As an avid rider and a descendent of horse and mule trainers, I know first hand the healing power of a horse and herd behavior. However, my journey as an equine specialist, and now an equine-assisted psychotherapist, evolved from the expressive arts. This combination of equine and expressive arts is a healing art in itself culminating in a co- and self-regulatory sensorimotor practice, resulting in transformational meaning making experiences. My own drawing practice as child–literally on any surface–signaled to my artist, writer, and horse-riding grandmother that art would be a pathway to my career as an expressive arts therapist. What has unfolded in my practice, since 1997, is the integration of expressive arts and therapeutic riding for residential treatment centers in the form of process groups; the use of phototherapy techniques to create personal narratives from therapeutic riding/groundwork experiences with youth offenders, individuals diagnosed with TBI, sensory processing disorders, acute stress disorder, ASD, and PTSD. However, for me, equine-assisted expressive arts therapy as an embodied “felt sense” experience emerged from our collaborative programs that were “situated” in indigenous communities: this approach reaffirmed the healing aspects of “bottom up” interventions. As a result, sensorimotor exploration and hemispheric integration across the midline (bilateral stimulation) comprise the foci of the equine-assisted expressive arts therapy approach with respect to regulatory processes, for example, response artwork (painting, clay, nature art), mindfulness-based and bilateral movement, visual journaling exercises, fiber art (felting, weaving), and sound (humming, drumming, singing).

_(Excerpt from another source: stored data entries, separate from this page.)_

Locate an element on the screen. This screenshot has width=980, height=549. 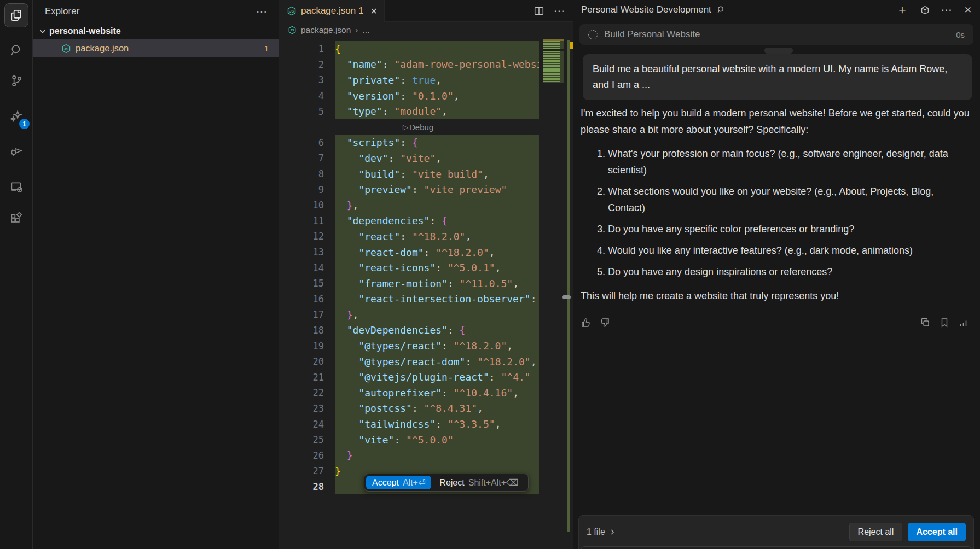
user-message-bubble: Build me a beautiful personal website wi… is located at coordinates (778, 77).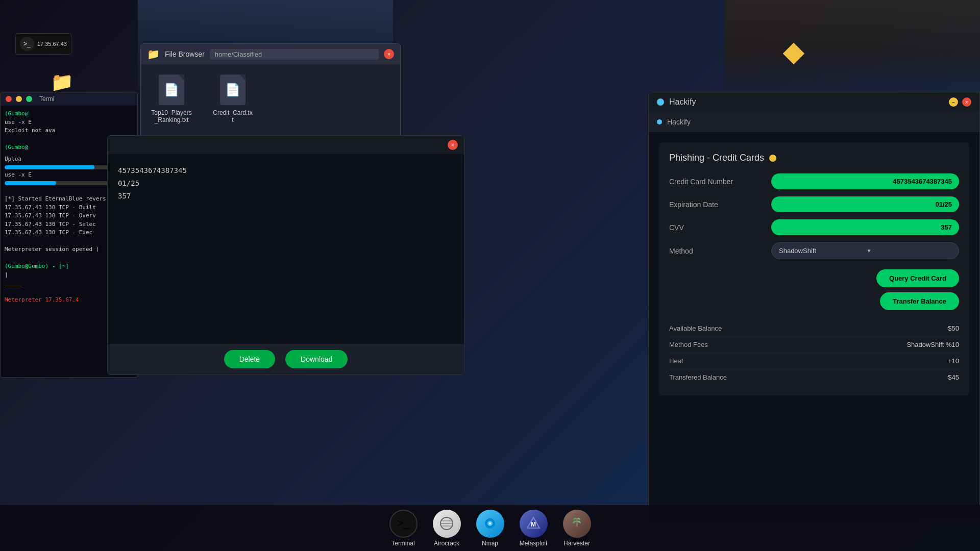 The image size is (980, 551). What do you see at coordinates (403, 523) in the screenshot?
I see `taskbar-icon-terminal: >_` at bounding box center [403, 523].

How exactly do we operationalize Equine-Assisted Expressive Arts Therapy?
(Initial Thoughts)
Equine-Assisted Expressive Arts Therapy incorporates all five disciplines of the expressive arts (visual, dance/movement, music, drama/theater, and writing/poetry) with equine-assisted psychotherapy. This multimodal, sensorimotor-based approach interweaves the healing power of the expressive arts with established equine-assisted models to provide a dynamically oriented approach to therapy.